Skip to Content, Navigation, or Footer.

When Faunce House re-opens next fall after intensive renovations, students will have more than just comfy chairs and focaccia sandwiches to feast their senses on. The new Stephen Robert '62 Campus Center in Faunce will become home to an original piece of art by a Brown alum.

Which alum — and what piece — will be decided by the University's Public Art Committee, a group of faculty and alums that is responsible for bringing works of art for public display on campus.

Each new or renovated building on campus has 1 percent of its budget allotted for art, said Jo-Ann Conklin, a memberof the committee. The committee meets with the architect to discuss locations within the building to place pieces, compile lists of artists whose work would be appropriate for the space and consider the direction and placement of the work once chosen.

In selecting a piece for Faunce, Conklin said the committee feels that "because this was a student center, it would be great to have work by past students." Faculty members nominated 20 former students, which the committee narrowed to a list of four, three of whom have agreed to submit proposals later this month.

The three finalists — Dave Cole '00, Nina Katchadourian '89 and Sarah Oppenheimer '95 — are all contemporary artists who are considered innovative in both message and media.

"Brown has a smart, inquisitive student body," Conklin said. "In order to make the art excite and be pertinent to them, the more contemporary the better."

Regardless of which proposal the committee picks, the art greeting students each day in Faunce is unlikely to be considered traditional in either presentation or material. Cole is known for his giant knits — produced using such varied improvised knitting needles as loaded shotguns or electric utility poles maneuvered by John Deere excavators — and his commentary on American nationalism and militarism.

Katchadourian, whom Conklin described as "the most eclectic" of the three, said she lets the idea determine the medium she uses for each piece. Her work ranges from genealogical charts of grocery brand characters to subtle alterations of pre-existing natural settings.

Oppenheimer works within a building's structure to recast the view a passerby is afforded, framing it with sculpted wooden panels. Her work distorts perception and creates a view that becomes a second piece of art in itself, Conklin said.

But the circumstances of this particular commission are unique, those involved said.

"Often, a building hasn't even been built yet" when a request for a piece comes in, Katchadourian said. "Faunce is a building I know really, really well."

Cole also recalled his time spent in Faunce during his years at Brown as memorable.

"I remember Faunce being a somewhat threadbare, aging place where I had a lot of amazing conversations with amazing people," he said.

Katchadourian said that while the Van Wickle Gates are the more symbolic entrance to the campus, Faunce is "the practical, lived, actual entrance" as well as "the student hub of campus."

Cole credited Brown with encouraging his interest in art, and said he is excited to have an opportunity to present the school with a piece that reflects its impact on his work.

"Brown made me a smarter artist," Cole said. "The intellectual complexity that I find so important in my work, I trace back to Brown. In order for me to feel good about my contribution to that environment, I would want it to be equally complex."

Katchadourian, who both attended and taught art classes at Brown, also said the mindset she developed on College Hill continues to inform her work.

"Brown's extremely interdisciplinary approach to things has always been a good fit for me and how I work as an artist," she said. "I have an idea and figure out the best way to bring that idea to life. That seems to me to be a very Brown approach to things."

In preparing her proposal, Katchadourian said, she has been re-reading journals she kept as a student. She said she was struck by her questions to herself in the journal and began "feeling that it would be nice to have someone older and more experienced to offer guidance." From this theme, she decided to craft a sound-based piece dealing with the theme of advice.

"It's a fascinating medium," she said. "People come to an art experience often expecting a visual experience," but sound pieces "engage another sense." The piece she will propose "is subtle in its physical presence. It's not going to announce itself. Students will end up encountering the work in a rather intimate way, probably one-on-one."

Cole said he has a tentative idea of what he will propose, but that it could still all change at the last second.

Creating something that will be permanent and encountered on a daily basis has proven to be its own challenge, both Cole and Katchadourian agreed.

"The most successful pieces of public art are accessible enough for the casual viewer but simultaneously sophisticated enough to bring something new to people who see it every day," Cole said. "The meaning shouldn't hit you over the head. Rather, it should be the work of a lifetime to unpack its meaning."

With an original piece of art engaging, watching over or whispering advice to them, Cole said he hopes students passing through the new Faunce House will encounter a space both comfortable and creatively charged.

"The most important moments of intellectual curiosity and development happen outside the classroom," Cole said. "By creating a comfortable environment in the center of campus, it will do a lot to create those moments."


ADVERTISEMENT


Powered by SNworks Solutions by The State News
All Content © 2024 The Brown Daily Herald, Inc.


◆ **INSTRUCTIONS FOR THE TASK**:
As you restate the entries, keep every word intact and leave out whatever images they hold.

*** Opening of RECORDS SUPPLIED ***

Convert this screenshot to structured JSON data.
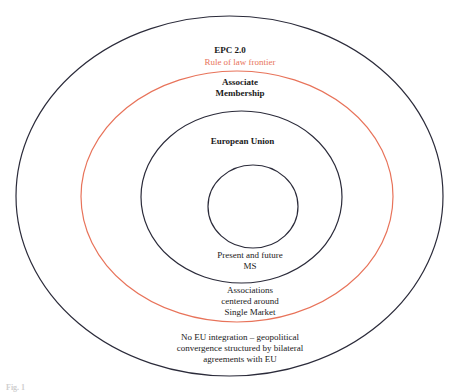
{
  "diagram": {
    "type": "concentric-circles",
    "colors": {
      "ring_stroke": "#2b2b3a",
      "rule_of_law_stroke": "#e8735a",
      "text": "#1a1a1a",
      "rule_of_law_text": "#e8735a"
    },
    "rings": [
      {
        "id": "epc",
        "title": "EPC 2.0",
        "description": "No EU integration – geopolitical\nconvergence structured by bilateral\nagreements with EU"
      },
      {
        "id": "rule-of-law",
        "title": "Rule of law frontier"
      },
      {
        "id": "associate",
        "title": "Associate\nMembership",
        "description": "Associations\ncentered around\nSingle Market"
      },
      {
        "id": "eu",
        "title": "European Union",
        "description": "Present and future\nMS"
      },
      {
        "id": "core",
        "title": ""
      }
    ],
    "caption": "Fig. 1"
  }
}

*** Close of RECORDS SUPPLIED ***

◆ **EXERCISE RESPONSE**:
Convert this screenshot to structured JSON data.
{
  "diagram": {
    "type": "concentric-circles",
    "colors": {
      "ring_stroke": "#2b2b3a",
      "rule_of_law_stroke": "#e8735a",
      "text": "#1a1a1a",
      "rule_of_law_text": "#e8735a"
    },
    "rings": [
      {
        "id": "epc",
        "title": "EPC 2.0",
        "description": "No EU integration – geopolitical\nconvergence structured by bilateral\nagreements with EU"
      },
      {
        "id": "rule-of-law",
        "title": "Rule of law frontier"
      },
      {
        "id": "associate",
        "title": "Associate\nMembership",
        "description": "Associations\ncentered around\nSingle Market"
      },
      {
        "id": "eu",
        "title": "European Union",
        "description": "Present and future\nMS"
      },
      {
        "id": "core",
        "title": ""
      }
    ],
    "caption": "Fig. 1"
  }
}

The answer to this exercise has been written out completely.